4x4 Chips, Opening AMD's Architecture
Nom du Keyboard writes "Once upon a time open slots in a PC that anyone could build a card for were a good idea. PCs with them sold better than PCs without them. Now AMD is proposing another new socket that will be open for plugging in of 3rd party co-processors directly on the processor bus." They've also announced a 4x4 chipset, meant to counter Intel's Core 2 Duo chips. From the article: "Socket 4x4 will have a more immediately impact. Set for a release in the latter half of this year, it essentially lets you combine two dual-core Athlon 64 X2 or Athlon 64 FX chips to create a quad-core desktop PC now ... AMD made the point that Socket 4x4 also provides a more flexible upgrade path for a single motherboard system by letting you start with one chip and add another later on. AMD didn't talk pricing, but you can bet neither the Socket 4x4 motherboards, nor systems that use it to include two dual-core CPUs will be cheap."
It's not a new socket, it's two Socket AM2s next to each other which accept standard AM2 processors such as the X2, which have a coherent HT link enabled on them for this use.
It's consumer version of a dual-processor Opteron motherboard, with a specific socket layout and memory system that's more directed at consumers.

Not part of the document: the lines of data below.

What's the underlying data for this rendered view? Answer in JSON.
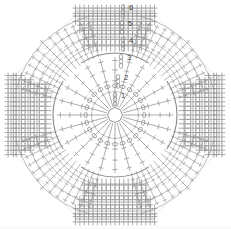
{
  "figure": {
    "kind": "stitch-diagram",
    "background_color": "#ffffff",
    "line_color": "#8a8a8a",
    "label_color": "#3a3a3a",
    "width_px": 231,
    "height_px": 229
  },
  "round_labels": [
    {
      "text": "1",
      "x": 121,
      "y": 98
    },
    {
      "text": "2",
      "x": 124,
      "y": 80
    },
    {
      "text": "3",
      "x": 127,
      "y": 60
    },
    {
      "text": "4",
      "x": 129,
      "y": 43
    },
    {
      "text": "5",
      "x": 128,
      "y": 26
    },
    {
      "text": "6",
      "x": 129,
      "y": 10
    }
  ],
  "chart_data": {
    "type": "table",
    "xlabel": "",
    "ylabel": "",
    "rounds": [
      {
        "number": "1",
        "label": "1",
        "radius": 12,
        "stitch": "chain-ring",
        "count": 8
      },
      {
        "number": "2",
        "label": "2",
        "radius": 26,
        "stitch": "treble",
        "count": 24
      },
      {
        "number": "3",
        "label": "3",
        "radius": 45,
        "stitch": "treble",
        "count": 32
      },
      {
        "number": "4",
        "label": "4",
        "radius": 62,
        "stitch": "treble-fan",
        "count": 40
      },
      {
        "number": "5",
        "label": "5",
        "radius": 80,
        "stitch": "treble",
        "count": 56
      },
      {
        "number": "6",
        "label": "6",
        "radius": 98,
        "stitch": "treble",
        "count": 64
      }
    ],
    "center": {
      "x": 115,
      "y": 115
    },
    "geometry": {
      "shape": "octagon",
      "inner_circle_radius": 62,
      "outer_extent": 104,
      "corner_fans": 4,
      "side_blocks": 4
    },
    "legend": [],
    "grid": false
  }
}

AMD will support this in 2007 with 4x4+ (2 quad-core processors on AM2) and in 2008 with 4x4++, whatever that may be.
These motherboards will also support two x16 PCIe graphics card slots, which if you configured using quad-SLI gives you the other 4. 4 CPU cores, 4 GPU cores.
It's mostly marketing to keep the high end benchmarks in AMD's hands, and thus the kudos, and then further sales.
Quite clear really, although I'm confused as to why AMD didn't go the MCM route on a single socket, like the Pentium D and the upcoming Kentsfield processors from Intel.